Abortion

Lindsey Graham Pushes for 20-Week Abortion Ban in Senate—Again

“I can promise you a debate in 2015, and a vote,” Graham said at a press conference Thursday.

“I can promise you a debate in 2015, and a vote,” Graham said at a press conference Thursday. USSenLindseyGraham/ YouTube

Sen. Lindsey Graham (R-SC) on Thursday reintroduced his legislation to ban abortion after 20 weeks of pregnancy nationwide, possibly pressuring the U.S. Senate to take a symbolic vote on the bill.

“I can promise you a debate in 2015, and a vote,” Graham said at a press conference Thursday, adding that Senate Majority Leader Mitch McConnell (R-KY) has a “favorable” view of the bill and will make time for it in the schedule.

This isn’t a new fight for Graham, and it’s a fight the Republican-dominated Congress spent considerable time on this session. A version of the so-called Pain-Capable Unborn Child Protection Act, based on the discredited theory that fetuses can feel pain at 20 weeks, already passed the House last month.

Graham’s bill is nearly identical to that legislation. Neither of the bills allow exceptions for a woman’s health or for fetal anomalies, many of which cannot be detected before 20 weeks of pregnancy.

After a heated debate over rape and incest exceptions temporarily killed the bill’s prospects this year, Republicans settled on requiring victims to wait 48 hours for an abortion rather than report their crime to police.
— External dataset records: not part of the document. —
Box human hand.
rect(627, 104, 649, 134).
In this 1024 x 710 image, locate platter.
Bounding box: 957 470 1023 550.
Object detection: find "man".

“The Senate Republicans’ abortion ban is an attack on rape and incest survivors, on pregnant women facing a health crisis and on women everywhere,” Sen. Barbara Boxer (D-CA) said in a statement. “The bill offers no health exception—no help to women facing cancer, kidney failure or other tragic complications during their pregnancies. It also re-victimizes survivors of rape and incest by assuming they are lying and creating unconscionable barriers to care.”
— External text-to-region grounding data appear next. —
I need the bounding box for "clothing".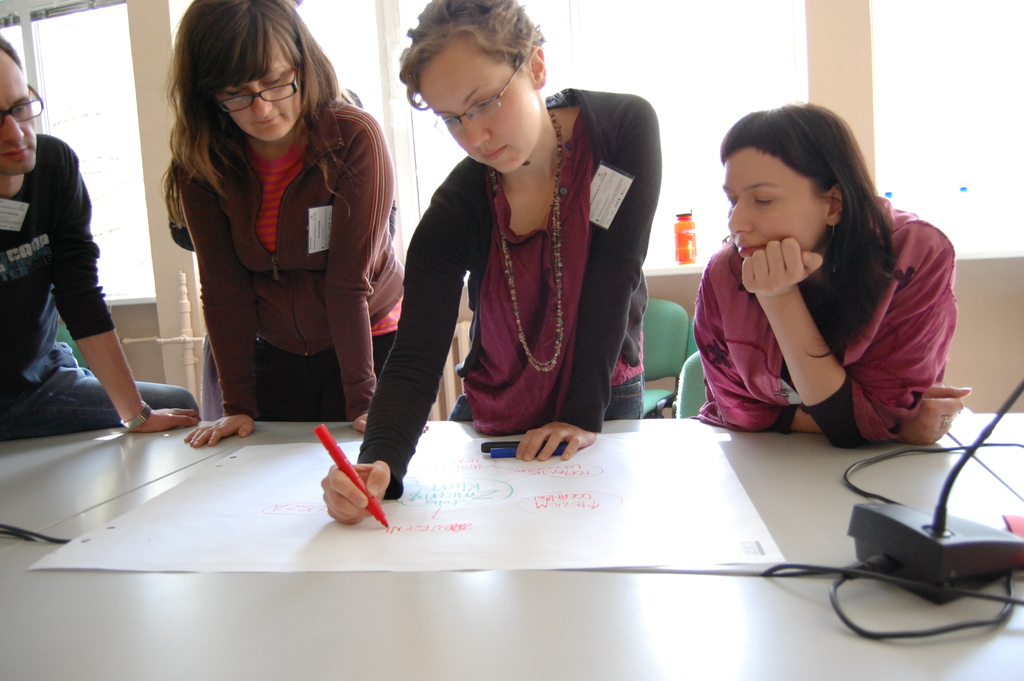
Here it is: [left=175, top=97, right=409, bottom=423].
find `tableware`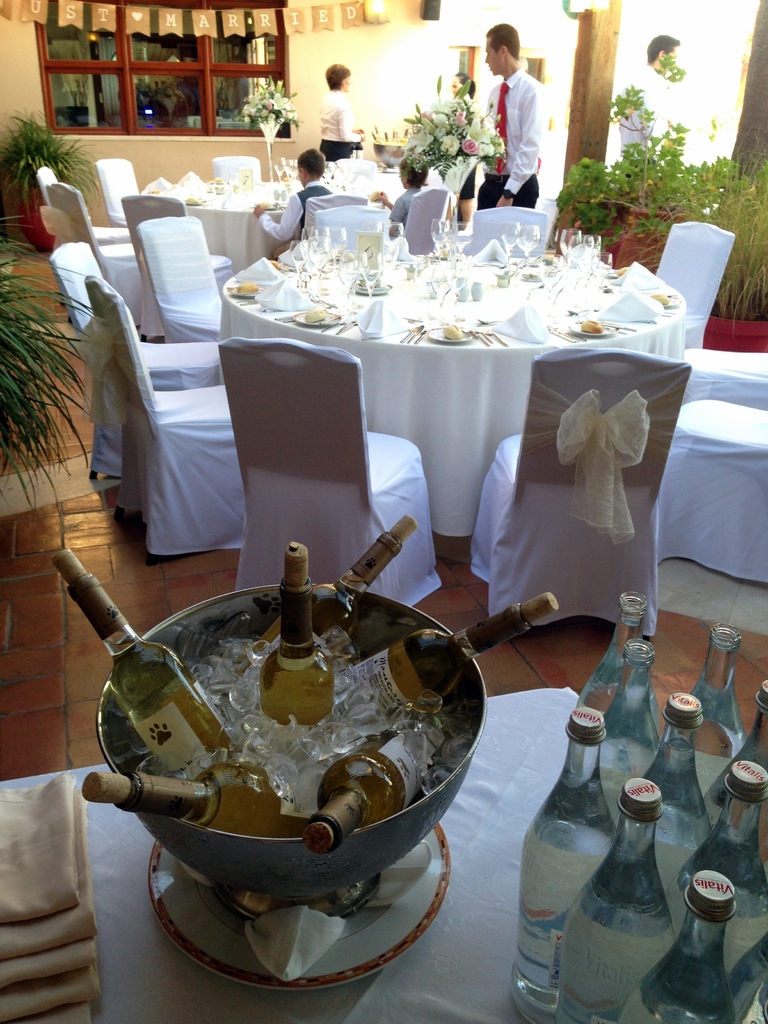
bbox=(236, 291, 257, 301)
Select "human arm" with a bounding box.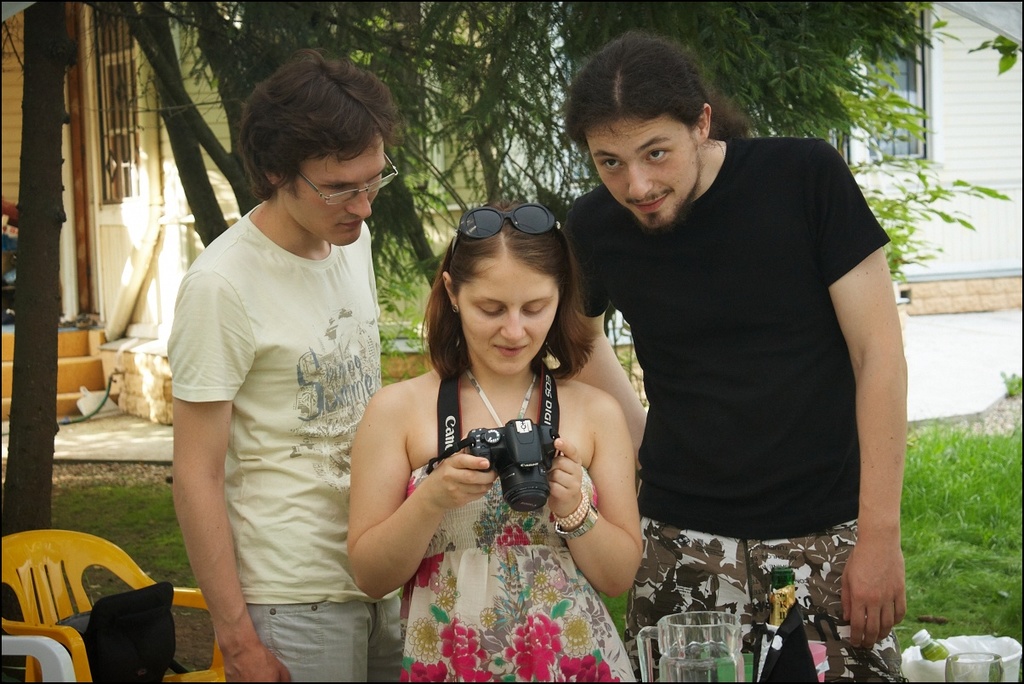
<bbox>554, 198, 651, 479</bbox>.
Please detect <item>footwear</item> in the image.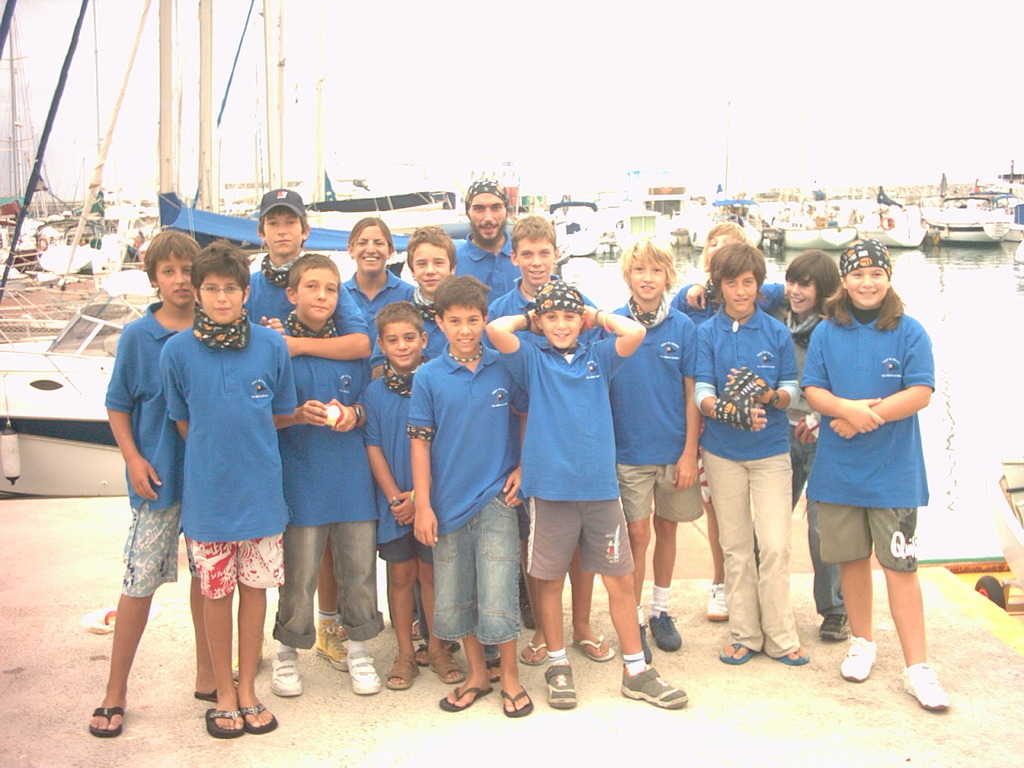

Pro-choice legislators and advocates also oppose the legislation because it would present a direct challenge to Roe v. Wade and threaten women’s constitutional right to choose abortion care.

Roe determined that women have the right to an abortion before a fetus is viable, which is typically around 24 weeks’ gestation. A very small number of babies survive after being born earlier than that, but most have serious health issues.
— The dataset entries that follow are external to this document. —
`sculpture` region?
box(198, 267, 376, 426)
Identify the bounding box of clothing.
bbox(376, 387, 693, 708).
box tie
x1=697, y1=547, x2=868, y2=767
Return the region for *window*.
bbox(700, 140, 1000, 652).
The medically inaccurate language that Republican legislators use in 20-week ban bills further complicates the issue of gestational age.

Graham has made it clear that he hopes his bill will challenge the standards of Roe.

Roe v. Wade acknowledges that there is a compelling state interest in protecting the unborn child at the point of medical viability,” Graham said. “I would argue that since 1973 to now, that standard has probably changed. But we’re coming up with a new standard, which I think is very compelling.”

The standard is the discredited notion of “fetal pain,” and the anti-choice strategy is to use it to overturn Roe v. Wade.

“The only way you can have a hearing at the highest level of the land is to get this bill through the Congress,” Graham said.

That will be an uphill battle, but it’s one Graham and his anti-choice allies are prepared to fight long term, hoping to convince the public that a 20-week ban is a reasonable compromise rather than a wholesale anti-choice attack on Roe v. Wade.

Graham’s spokesperson, Kevin Bishop, told Rewire that the bill is “unlikely” to get the 60 votes it needs to pass the Senate today, and that even if it did, Obama would veto it.

“Graham has made it clear he doesn’t expect the bill to be passed into law,” Bishop said.

But a Senate vote to gauge support is the first step, he said. “Then over a few years, continue to build support for the day when it can be sent to a future president for a signature into law.”